Visualizations are directly associated with an unusual energy emitted by the mind.
This energy can affect people and things depending upon its amplitude.
Increasing your directional amplitude depends upon the clarity and duration of your visualization along with the purity of your belief structure; thus results vary from one person to another.
With considerable practice, clear visualizations coupled with a firm belief system can coordinate this energy through you so you might perform feats of psychokinesis, telepathy, levitation and more.
For example, an aikido master's thought process is so clear that he actually begins to toss an aggressor a split second before the moment that physical contact is made.
When a karate grandmaster breaks a board, slow motion photography has shown that the board begins to break a split second before actual contact is made.
This is the power of focused, clear thought in action.
Most people visualize better than they believe they do.
Sexual fantasies are a good example.
You also visualize when you read a novel or listen to a story being told.
Before the advent of TV, people relied heavily on radio stories and novels for their entertainment.
They used their powers of visualization to see the story details in their mind's eye.
TV eliminated the necessity of visualizing.
Without practice in visualization, unused brain cells can deteriorate at an accelerated rate.
To test your clarity and duration during visualization, sit still in a chair with your eyes closed and count from 1 to 100 while projecting onto your inner mental blackboard each numeral as you count.
Stop counting when a stray thought intrudes and note the number.
As with all skills though, practice can allow you to improve your visualization skills.
Now visualize a cube consisting of 27 equal but smaller cubes (3 X 3 X 3).
If the large cube is painted green on the outside, how many of the small cubes are painted on 3 sides?
on 2 sides?
on 1 side?
How many cubes are unpainted?
If you're having trouble with this, make the large cube the size of a house.

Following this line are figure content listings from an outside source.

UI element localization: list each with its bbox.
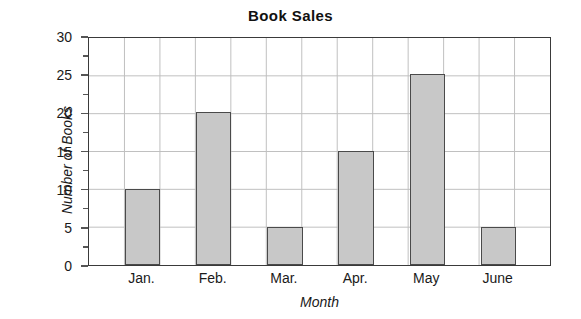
y-tick-mark-major: [81, 74, 88, 75]
bar-june: [481, 227, 517, 265]
bar-feb: [196, 112, 232, 265]
x-tick-label: Feb.: [199, 270, 227, 286]
bar-mar: [267, 227, 303, 265]
bar-apr: [338, 151, 374, 266]
x-tick-label: May: [413, 270, 439, 286]
y-tick-mark-major: [81, 36, 88, 37]
y-tick-label: 5: [64, 220, 72, 236]
x-tick-label: Jan.: [128, 270, 154, 286]
x-tick-label: Mar.: [270, 270, 297, 286]
y-tick-label: 25: [56, 67, 72, 83]
x-tick-label: Apr.: [343, 270, 368, 286]
x-axis-tick-labels: Jan.Feb.Mar.Apr.MayJune: [88, 270, 551, 292]
y-tick-mark-major: [81, 265, 88, 266]
bar-chart: Book Sales Number of Books 051015202530 …: [0, 0, 581, 319]
bar-may: [410, 74, 446, 265]
x-axis-title: Month: [88, 294, 551, 310]
y-tick-label: 30: [56, 29, 72, 45]
y-axis: Number of Books 051015202530: [0, 0, 88, 319]
bars-layer: [89, 38, 550, 265]
plot-area: [88, 37, 551, 266]
y-tick-label: 15: [56, 144, 72, 160]
y-tick-label: 10: [56, 182, 72, 198]
y-tick-label: 0: [64, 258, 72, 274]
y-tick-mark-major: [81, 189, 88, 190]
y-tick-label: 20: [56, 105, 72, 121]
y-tick-mark-major: [81, 113, 88, 114]
bar-jan: [125, 189, 161, 265]
x-tick-label: June: [482, 270, 512, 286]
y-tick-mark-major: [81, 151, 88, 152]
y-tick-mark-major: [81, 227, 88, 228]
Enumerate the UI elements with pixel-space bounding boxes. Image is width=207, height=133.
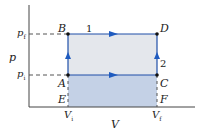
tick-pf: pf [17,28,26,40]
label-C: C [160,78,168,89]
tick-vf: Vf [152,110,161,122]
label-A: A [58,78,66,89]
upper-region [68,34,157,75]
tick-vi: Vi [64,110,73,122]
label-B: B [58,23,66,34]
path-1-label: 1 [86,24,92,34]
y-axis-label: p [9,52,16,63]
label-D: D [160,23,169,34]
point-C [155,73,159,77]
tick-pi: pi [17,69,25,81]
label-F: F [160,94,168,105]
label-E: E [58,94,66,105]
x-axis-label: V [111,119,119,130]
point-B [66,32,70,36]
point-D [155,32,159,36]
lower-region [68,75,157,107]
path-2-label: 2 [160,59,166,69]
pv-diagram-canvas [0,0,207,133]
point-A [66,73,70,77]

Be an observer floating in the air around the house, counting the cubes.
As an exercise in visualization improvement, imagine you have 3 apples in front of you in a row -- the one on the left is red, the one in the center is yellow and the one on the right is green.
Now in your mind's eye, move the one on the right to the center.
Now move the one on the left to the position on the far right.
Now again move the one that now is on the left to the position on the far right.
Now move the one in the center to the far left.
Do you have their correct order in mind?
What color is the apple on the right, in the center, and on the left?
If you're having trouble with this, shift your mental perspective so you are looking down on the apples or maybe even from the side.
Practice on your own moving the apples around until it becomes easy for you.
Practice and perfect your visualization skills.
While listening to people talk, form mental images of the situations that are being described, and constantly strive to improve the clarity and duration of your mental imagery.